SE2-rich imaging often gives strong visual contrast from:

  • edges and corners
  • steep topography
  • sample tilt
  • shadowing from detector position
  • chamber geometry
  • specimen mounting and nearby conductive structures

This can be excellent for navigation and for understanding specimen shape. It can also mislead if the image is treated as a direct map of nanoscale surface height.

Detector geometry and signal bias

Detector geometry strongly affects the SE1 and SE2 balance.

Detector style Typical signal character Practical use
In-lens detector SE1-rich High-resolution surface detail at short working distance
Through-the-lens detector SE1-rich to mixed Fine topography, low-voltage imaging, beam-sensitive surfaces
Everhart-Thornley detector Mixed, often SE2-rich Routine morphology, navigation, large topographic features
Chamber-mounted SE detector Mixed to SE2-rich General imaging where working distance and sample geometry vary

These are practical tendencies, not hard boundaries. A chamber detector can collect useful SE1 signal under favorable geometry. An in-lens detector can still receive signal influenced by sample fields, charging, and topography.

Comparison table

Question SE1-rich imaging SE2-rich imaging
Best for Fine surface detail Shape, edges, navigation
Spatial origin Near primary beam impact Away from direct beam impact, often indirect
Resolution potential Higher Lower, because generation paths are less localized
Topography style Fine surface texture Strong edge and shadow contrast
Main risk Interpreting contrast without considering coating, charging, or landing energy Mistaking edge enhancement for true nanoscale detail
Common detector preference In-lens or through-the-lens Everhart-Thornley or chamber-mounted SE detector

Practical selection guidance

Use an SE1-rich condition when the research question depends on small surface features. Examples include measuring nanoparticle dispersion, checking thin film texture, examining etched sidewalls, or comparing subtle coating morphology.

Use an SE2-rich condition when you need a readable overview. It is often better for finding the region of interest, understanding specimen orientation, and communicating the gross shape of a structure.

For publication-quality work, capture both when possible. A paired SE1-rich and SE2-rich image can make interpretation much stronger because it separates fine surface information from broader topographic context.

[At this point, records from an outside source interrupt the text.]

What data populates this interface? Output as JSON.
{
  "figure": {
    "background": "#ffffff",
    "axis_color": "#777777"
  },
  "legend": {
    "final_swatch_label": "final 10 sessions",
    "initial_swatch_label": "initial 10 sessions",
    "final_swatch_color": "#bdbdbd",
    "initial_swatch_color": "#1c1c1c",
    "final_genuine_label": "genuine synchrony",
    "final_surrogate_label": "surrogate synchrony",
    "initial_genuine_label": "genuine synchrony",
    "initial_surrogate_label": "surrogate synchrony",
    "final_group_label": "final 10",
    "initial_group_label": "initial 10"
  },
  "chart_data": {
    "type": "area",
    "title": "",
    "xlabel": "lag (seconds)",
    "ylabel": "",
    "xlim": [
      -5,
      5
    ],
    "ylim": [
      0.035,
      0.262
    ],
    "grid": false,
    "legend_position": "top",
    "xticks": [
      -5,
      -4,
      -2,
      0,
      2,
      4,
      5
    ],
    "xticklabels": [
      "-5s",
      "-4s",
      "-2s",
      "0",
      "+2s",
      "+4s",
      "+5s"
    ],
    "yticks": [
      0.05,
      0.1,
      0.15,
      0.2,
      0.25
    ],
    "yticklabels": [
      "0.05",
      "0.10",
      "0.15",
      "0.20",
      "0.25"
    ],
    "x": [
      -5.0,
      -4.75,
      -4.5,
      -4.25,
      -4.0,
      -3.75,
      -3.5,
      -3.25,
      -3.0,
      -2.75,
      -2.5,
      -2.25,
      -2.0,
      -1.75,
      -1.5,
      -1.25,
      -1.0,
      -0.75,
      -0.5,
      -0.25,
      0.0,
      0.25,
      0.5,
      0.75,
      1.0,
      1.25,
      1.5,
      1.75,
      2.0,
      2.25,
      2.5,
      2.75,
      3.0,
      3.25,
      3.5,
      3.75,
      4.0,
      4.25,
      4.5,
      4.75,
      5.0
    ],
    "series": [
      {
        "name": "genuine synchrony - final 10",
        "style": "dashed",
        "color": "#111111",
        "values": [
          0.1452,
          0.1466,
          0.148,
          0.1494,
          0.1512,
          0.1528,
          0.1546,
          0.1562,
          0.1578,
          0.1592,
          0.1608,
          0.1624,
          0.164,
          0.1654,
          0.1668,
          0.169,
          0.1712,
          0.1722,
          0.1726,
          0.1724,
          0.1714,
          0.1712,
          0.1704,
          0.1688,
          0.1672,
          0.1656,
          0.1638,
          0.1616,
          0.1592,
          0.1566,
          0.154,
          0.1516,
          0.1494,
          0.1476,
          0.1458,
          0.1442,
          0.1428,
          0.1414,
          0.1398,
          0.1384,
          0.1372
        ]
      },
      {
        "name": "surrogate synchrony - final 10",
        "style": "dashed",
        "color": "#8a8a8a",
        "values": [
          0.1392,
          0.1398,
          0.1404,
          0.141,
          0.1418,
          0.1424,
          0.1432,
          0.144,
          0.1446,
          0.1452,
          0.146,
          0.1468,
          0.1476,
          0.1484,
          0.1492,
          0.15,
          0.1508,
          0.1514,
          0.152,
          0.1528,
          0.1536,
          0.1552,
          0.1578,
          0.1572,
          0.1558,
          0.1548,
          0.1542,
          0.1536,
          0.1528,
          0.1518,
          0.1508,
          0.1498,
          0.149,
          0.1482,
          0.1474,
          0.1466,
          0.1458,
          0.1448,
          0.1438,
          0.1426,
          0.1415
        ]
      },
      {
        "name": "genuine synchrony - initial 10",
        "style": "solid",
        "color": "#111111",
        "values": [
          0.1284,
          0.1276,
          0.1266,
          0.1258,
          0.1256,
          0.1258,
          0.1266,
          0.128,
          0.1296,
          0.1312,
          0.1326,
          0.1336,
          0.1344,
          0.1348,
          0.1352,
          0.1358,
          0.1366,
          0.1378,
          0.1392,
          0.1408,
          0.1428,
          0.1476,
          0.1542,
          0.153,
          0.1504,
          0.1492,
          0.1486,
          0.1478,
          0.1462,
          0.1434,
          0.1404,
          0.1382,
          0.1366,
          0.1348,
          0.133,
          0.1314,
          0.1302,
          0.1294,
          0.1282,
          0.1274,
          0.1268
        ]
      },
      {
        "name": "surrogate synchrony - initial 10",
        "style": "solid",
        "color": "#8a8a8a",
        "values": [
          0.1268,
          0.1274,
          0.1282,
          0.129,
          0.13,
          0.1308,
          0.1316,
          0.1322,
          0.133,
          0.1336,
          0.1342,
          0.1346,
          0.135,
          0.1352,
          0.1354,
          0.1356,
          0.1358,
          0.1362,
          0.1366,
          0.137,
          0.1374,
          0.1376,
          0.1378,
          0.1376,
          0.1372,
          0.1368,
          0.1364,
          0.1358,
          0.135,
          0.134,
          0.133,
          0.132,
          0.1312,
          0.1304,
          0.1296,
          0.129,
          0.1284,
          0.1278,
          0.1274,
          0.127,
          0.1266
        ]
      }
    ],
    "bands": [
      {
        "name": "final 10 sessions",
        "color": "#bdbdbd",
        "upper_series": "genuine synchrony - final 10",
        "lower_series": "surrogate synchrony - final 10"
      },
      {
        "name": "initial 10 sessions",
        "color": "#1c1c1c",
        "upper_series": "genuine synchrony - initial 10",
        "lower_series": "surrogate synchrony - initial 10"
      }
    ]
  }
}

  1. Start with a routine secondary electron detector at moderate magnification.
  2. Adjust working distance and accelerating voltage until charging and drift are controlled.
  3. Move to an in-lens or through-the-lens detector for high-resolution surface detail.
  4. Compare the same field of view under both signal conditions.
  5. Record detector, working distance, accelerating voltage, probe current, tilt, and coating details in the image metadata or lab notes.

Common interpretation mistakes

The first mistake is calling every bright edge "surface roughness." SE2-rich images can make edges bright because detector geometry favors electrons escaping from exposed features.

The second mistake is comparing images taken with different detector settings as if they were equivalent. Changing from chamber SE to in-lens SE can change contrast as much as changing the specimen.

The third mistake is ignoring charging. Local electric fields can redirect low-energy secondary electrons, which changes apparent brightness. On insulating samples, detector choice and coating quality can dominate the image.

Technical notes for researchers

At lower landing energies, the interaction volume contracts and surface sensitivity increases. This can make SE1-rich imaging especially valuable, but it also increases sensitivity to contamination, charging, and local fields.

At higher landing energies, backscatter production and penetration depth increase. That can raise the indirect secondary electron contribution and make the image less purely surface-local.

For quantitative morphology, secondary electron images should be treated carefully. They are powerful qualitative images, but brightness is not a simple height scale. If composition is suspected, compare with backscattered electron imaging or EDX mapping before assigning contrast to topography alone.

Bottom line

SE1-rich imaging is the better choice for fine surface detail. SE2-rich imaging is often the better choice for readable morphology and topographic context.

The best SEM practice is to treat detector choice as part of the experiment, not as a default button. When you know whether the image is SE1-rich, SE2-rich, or mixed, you can interpret the micrograph with much more confidence.